Everything from the line containing "reading: 3.8 cm" through the final line below must be output exactly, both ends included, with nothing else and no pictures.

***** EXTRACTED INFORMATION

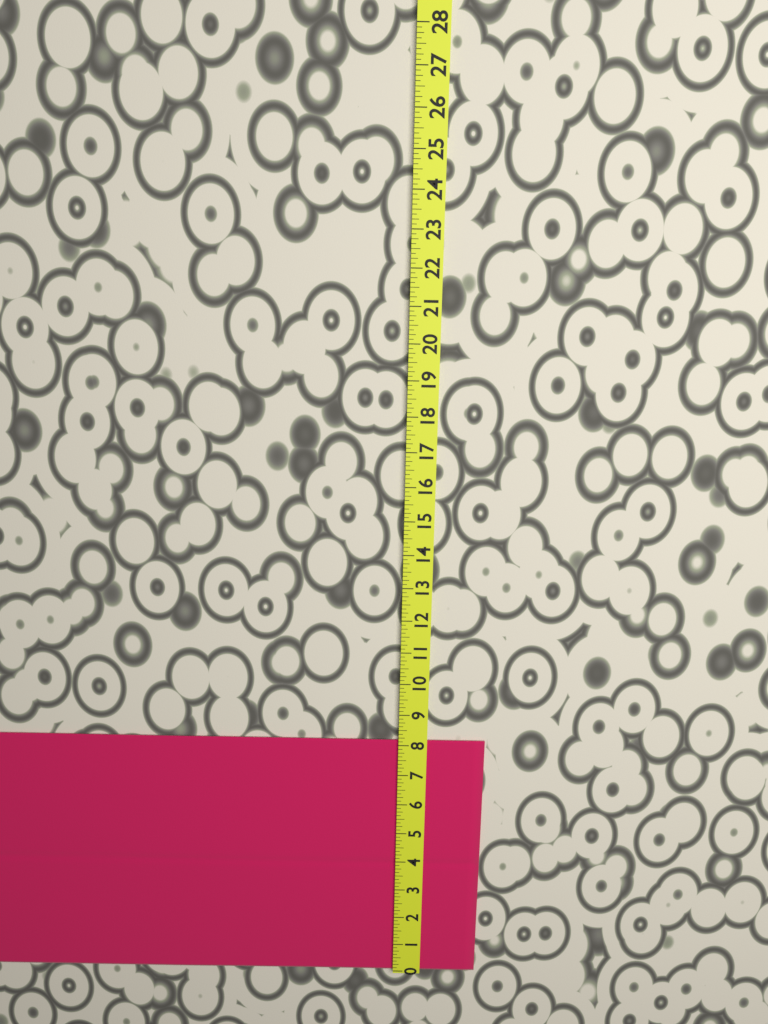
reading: 8.125 (no unit)
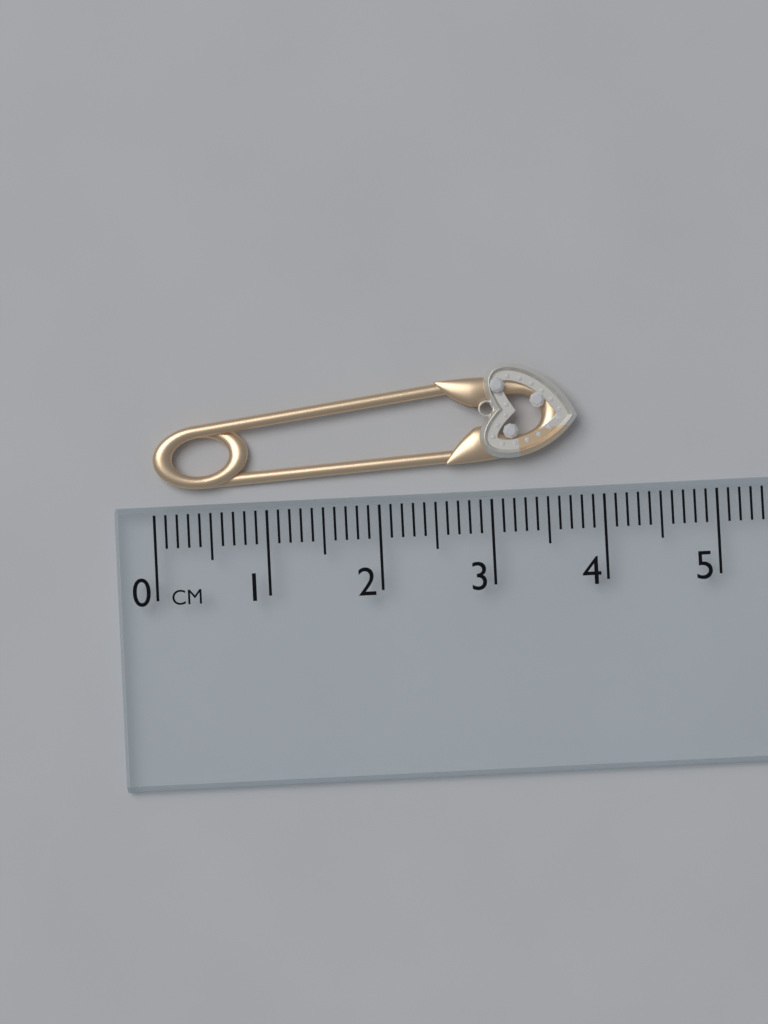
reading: 3.8 cm
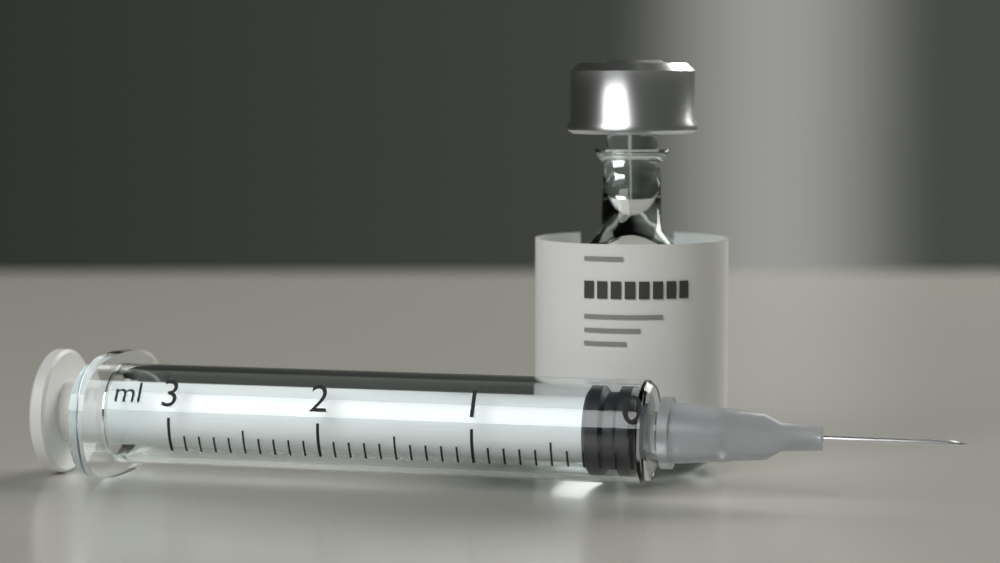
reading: 0.0 ml
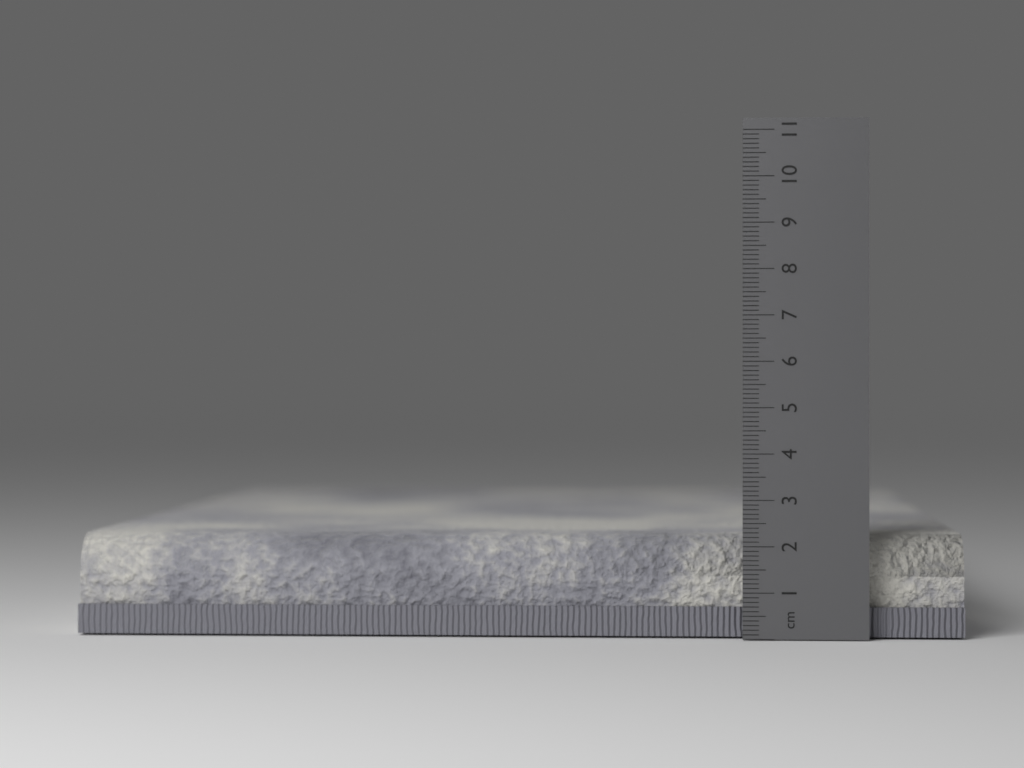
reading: 2.2 cm
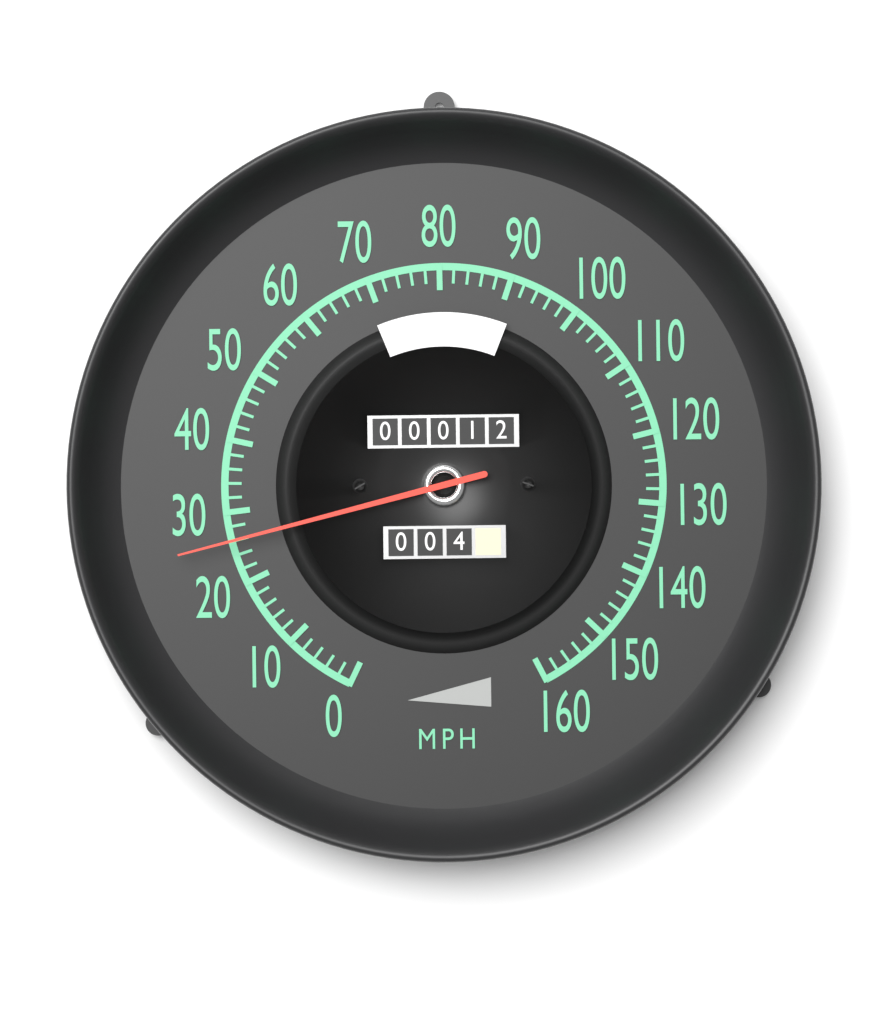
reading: 26 mph
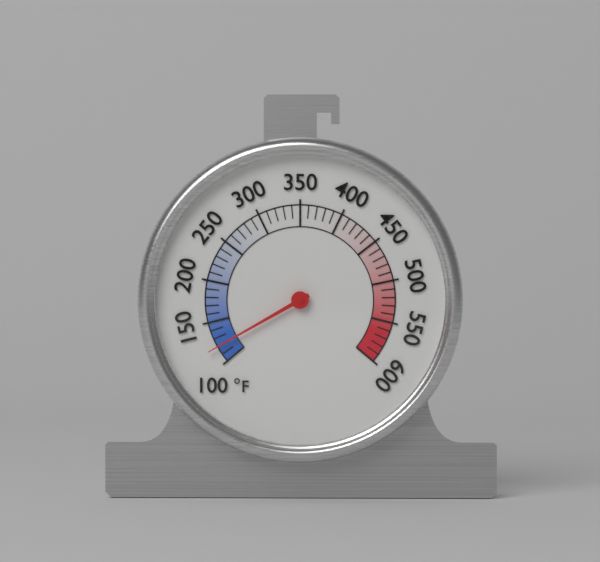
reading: 120 °F
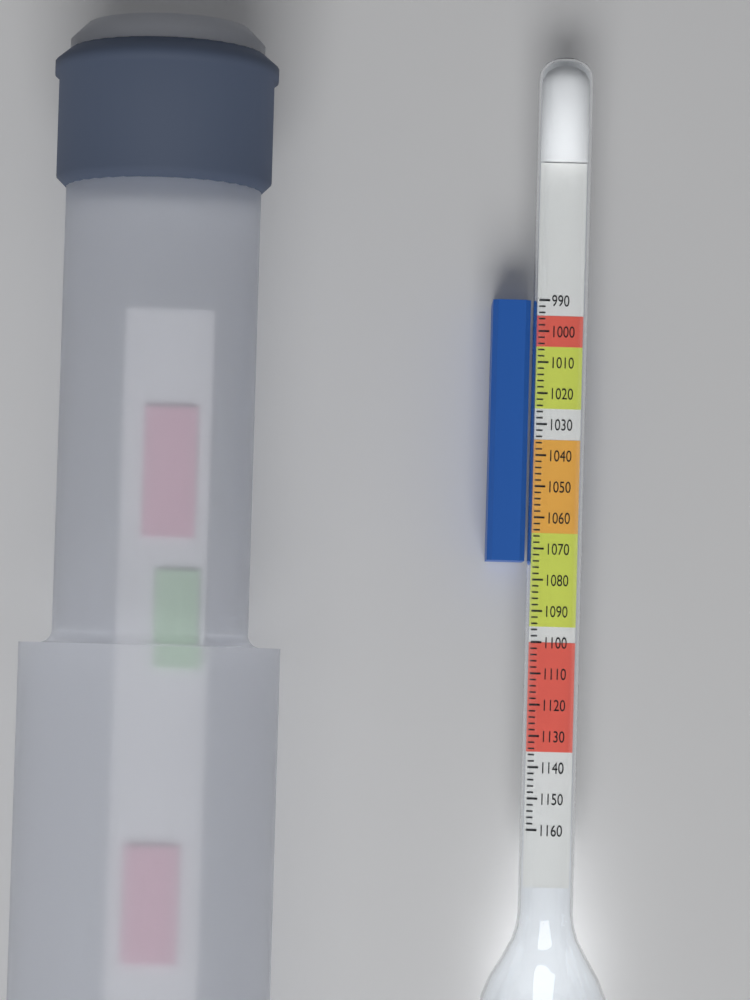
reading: 1074 (no unit)
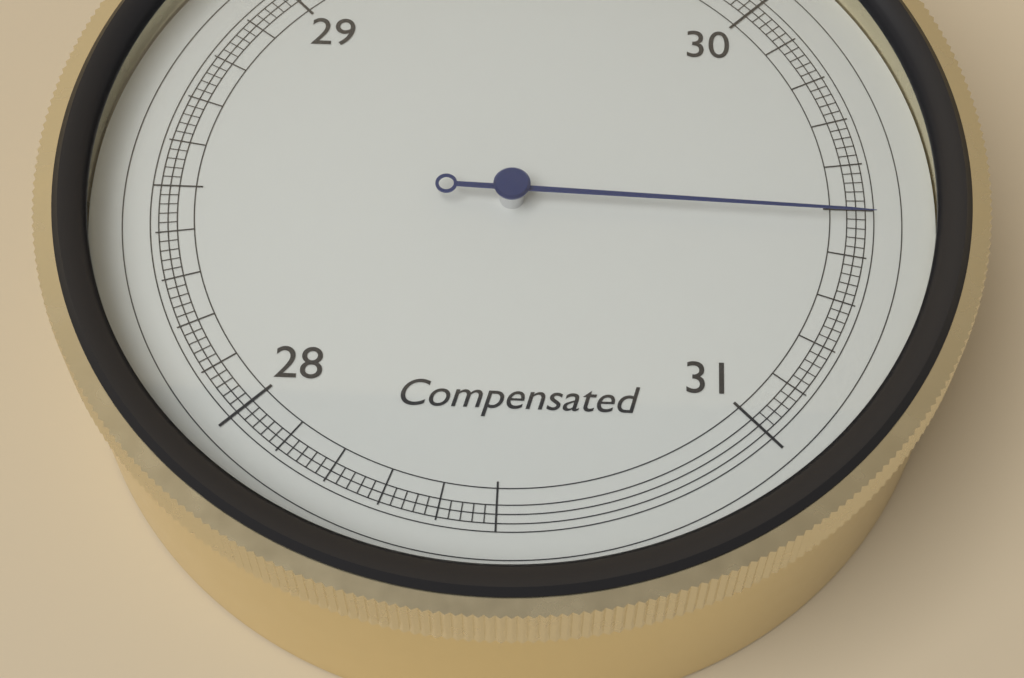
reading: 30.52 inHg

**********

OUTPUT BELOW.
reading: 3.8 cm
reading: 0.0 ml
reading: 2.2 cm
reading: 26 mph
reading: 120 °F
reading: 1074 (no unit)
reading: 30.52 inHg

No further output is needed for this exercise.